I'm Ron Hutchcraft and I want to have A Word With You today about "Prayer - Access to The Decider."

Power has to do with who has regular access to the place where things are decided; to the person who makes the decision. If you belong to Jesus Christ, my friend, you have that access, you have that power to enter at any time of the day or night the place where everything on earth is decided - the Throne Room of Almighty God. In fact, Scripture invites us to "approach the throne of grace with confidence" (Hebrews 4:16). It tells us "we have confidence to enter the Most Holy Place by the blood of Jesus" (Hebrews 10:19).

At any given moment in your life, I know you're facing some things that are beyond your ability to figure out, or to fix, or to change. It can be something medical, or financial, or emotional, or marital; a situation or a person you can't change; maybe it's a mountain you can't move, a challenge you can't meet. Where will the outcome be decided? Who will decide it? Will that medical condition decide it, or your boss, or your company, the economy, the people who are against you, some human authority or some human factor? No! For you as a child of God, it will be decided in the Throne Room of the One who rules billions of galaxies and who is your Father! Which means your primary method of getting anything done must be big-time praying!

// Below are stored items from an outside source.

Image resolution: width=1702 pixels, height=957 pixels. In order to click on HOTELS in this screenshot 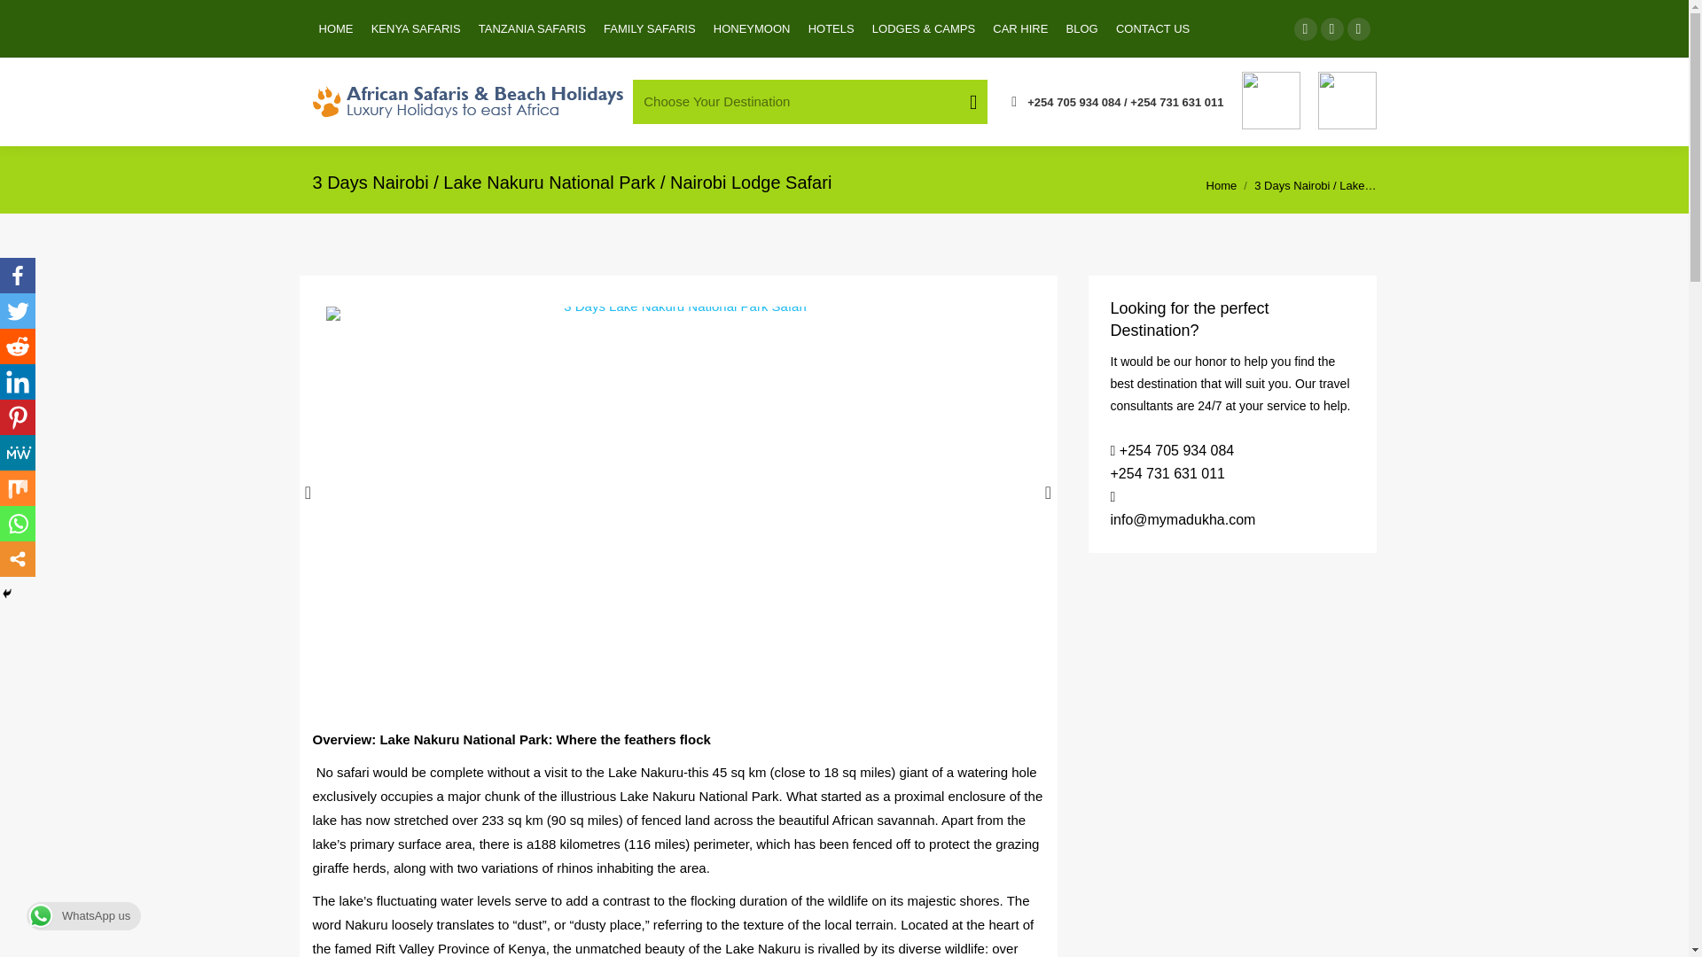, I will do `click(831, 28)`.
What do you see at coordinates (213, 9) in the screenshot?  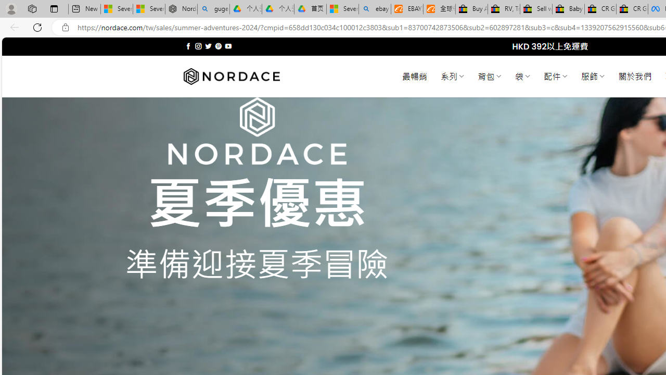 I see `guge yunpan - Search` at bounding box center [213, 9].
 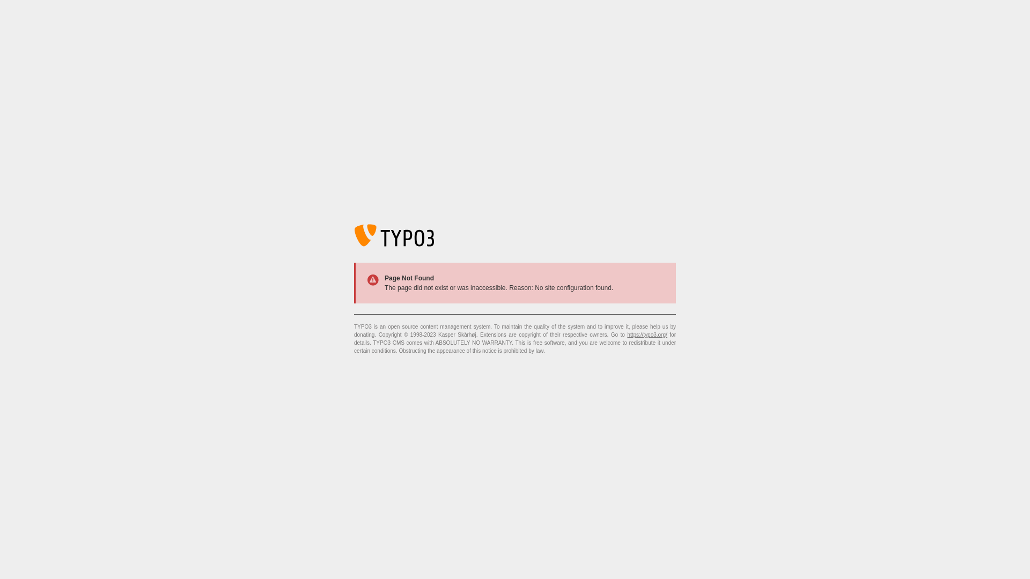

The Bible is filled with examples of the decisive difference that desperate and dependent prayer makes. In our word for today from the Word of God in Isaiah 37, King Hezekiah is facing an ultimatum from the Assyrian army. That army has rolled like a juggernaut across the Middle East, crushing every king and kingdom in its path. Their leader demands Hezekiah's surrender with a message like this: "Has the god of any nation ever delivered his land from the hand of the king of Assyria?" (Isaiah 36:18). The answer was "no."

According to Isaiah 37:14, here's what King Hezekiah did with that surrender demand. "He went up to the temple of the Lord and spread it out before the Lord. And Hezekiah prayed to the Lord: 'O Lord Almighty…enthroned between the cherubim, You alone are God over all the kingdoms of the earth.'" And he went on to plead with God for deliverance. And the angel of the Lord came and slew 185,000 Assyrians that night.

That divine throne room where the outcome of Hezekiah's battle was decided? It's the same place your battle will be decided.

The powerless P's won't get it done: pushing, persuading, personalities, planning, promoting. Life's battles are won by prayer, not on the battlefield itself, but in the Throne Room of the God who governs the galaxies - who is, because of what Jesus did, your spiritual Daddy! And you have access, day or night, to the place where it's all decided and to the person who decides it. Go there often, go there in awe, go there clean, and go there expecting something so big, only God could do it!